--- START ---

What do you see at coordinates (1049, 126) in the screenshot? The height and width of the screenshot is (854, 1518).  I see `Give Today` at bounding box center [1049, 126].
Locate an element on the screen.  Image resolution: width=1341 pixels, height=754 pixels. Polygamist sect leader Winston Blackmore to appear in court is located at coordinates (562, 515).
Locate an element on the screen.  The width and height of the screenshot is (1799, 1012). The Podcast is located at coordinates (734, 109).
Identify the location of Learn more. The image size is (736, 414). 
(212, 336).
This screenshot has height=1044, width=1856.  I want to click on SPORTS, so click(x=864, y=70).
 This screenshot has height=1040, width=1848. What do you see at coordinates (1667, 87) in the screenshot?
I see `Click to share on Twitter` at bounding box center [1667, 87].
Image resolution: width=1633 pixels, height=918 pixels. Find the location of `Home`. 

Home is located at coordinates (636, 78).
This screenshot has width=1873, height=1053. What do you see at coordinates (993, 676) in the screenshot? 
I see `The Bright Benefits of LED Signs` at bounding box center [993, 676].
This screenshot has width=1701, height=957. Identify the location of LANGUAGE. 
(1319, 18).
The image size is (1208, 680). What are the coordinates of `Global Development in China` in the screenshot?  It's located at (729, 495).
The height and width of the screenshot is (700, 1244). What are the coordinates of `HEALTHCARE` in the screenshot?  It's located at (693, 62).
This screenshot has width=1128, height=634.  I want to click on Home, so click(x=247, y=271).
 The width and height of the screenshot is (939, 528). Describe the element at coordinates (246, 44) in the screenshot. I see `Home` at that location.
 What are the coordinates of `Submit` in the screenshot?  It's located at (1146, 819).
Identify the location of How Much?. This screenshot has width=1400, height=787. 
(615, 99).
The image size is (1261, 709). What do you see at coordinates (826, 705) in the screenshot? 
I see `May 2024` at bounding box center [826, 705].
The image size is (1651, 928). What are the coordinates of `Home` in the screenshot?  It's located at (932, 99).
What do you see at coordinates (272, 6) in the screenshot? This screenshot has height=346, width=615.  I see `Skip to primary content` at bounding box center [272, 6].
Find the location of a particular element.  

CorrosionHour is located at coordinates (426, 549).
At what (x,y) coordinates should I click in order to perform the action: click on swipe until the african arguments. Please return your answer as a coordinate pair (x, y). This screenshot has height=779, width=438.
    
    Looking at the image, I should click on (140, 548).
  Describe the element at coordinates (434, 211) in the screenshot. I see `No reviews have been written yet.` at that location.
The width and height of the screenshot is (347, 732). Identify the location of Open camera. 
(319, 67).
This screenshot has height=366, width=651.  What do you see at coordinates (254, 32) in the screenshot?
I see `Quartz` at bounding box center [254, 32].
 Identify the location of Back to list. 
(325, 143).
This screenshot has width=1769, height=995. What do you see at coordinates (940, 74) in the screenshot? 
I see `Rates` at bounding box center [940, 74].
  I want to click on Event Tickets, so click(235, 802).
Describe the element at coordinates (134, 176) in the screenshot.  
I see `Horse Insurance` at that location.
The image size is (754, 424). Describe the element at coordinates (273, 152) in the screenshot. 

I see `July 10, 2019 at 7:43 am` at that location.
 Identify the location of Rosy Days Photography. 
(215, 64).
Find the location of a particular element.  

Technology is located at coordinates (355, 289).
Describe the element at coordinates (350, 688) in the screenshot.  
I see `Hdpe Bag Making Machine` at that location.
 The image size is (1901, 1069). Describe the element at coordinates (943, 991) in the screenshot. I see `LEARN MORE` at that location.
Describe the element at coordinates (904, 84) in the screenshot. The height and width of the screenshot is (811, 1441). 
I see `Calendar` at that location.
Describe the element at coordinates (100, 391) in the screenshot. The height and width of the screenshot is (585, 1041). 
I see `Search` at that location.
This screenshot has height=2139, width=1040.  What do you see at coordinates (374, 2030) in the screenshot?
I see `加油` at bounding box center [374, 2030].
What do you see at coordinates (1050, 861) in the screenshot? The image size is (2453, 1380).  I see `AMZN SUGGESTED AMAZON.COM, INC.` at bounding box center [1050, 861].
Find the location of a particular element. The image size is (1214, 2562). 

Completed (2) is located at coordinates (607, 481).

--- END ---

TASK OBJECTIVE: Reproduce exactly the line bearing "Identify the location of Rosy" and all the lines that come after it in the records above; add nothing.

EXERCISE ANSWER:
 Identify the location of Rosy Days Photography. 
(215, 64).
Find the location of a particular element.  

Technology is located at coordinates (355, 289).
Describe the element at coordinates (350, 688) in the screenshot.  
I see `Hdpe Bag Making Machine` at that location.
 The image size is (1901, 1069). Describe the element at coordinates (943, 991) in the screenshot. I see `LEARN MORE` at that location.
Describe the element at coordinates (904, 84) in the screenshot. The height and width of the screenshot is (811, 1441). 
I see `Calendar` at that location.
Describe the element at coordinates (100, 391) in the screenshot. The height and width of the screenshot is (585, 1041). 
I see `Search` at that location.
This screenshot has height=2139, width=1040.  What do you see at coordinates (374, 2030) in the screenshot?
I see `加油` at bounding box center [374, 2030].
What do you see at coordinates (1050, 861) in the screenshot? The image size is (2453, 1380).  I see `AMZN SUGGESTED AMAZON.COM, INC.` at bounding box center [1050, 861].
Find the location of a particular element. The image size is (1214, 2562). 

Completed (2) is located at coordinates (607, 481).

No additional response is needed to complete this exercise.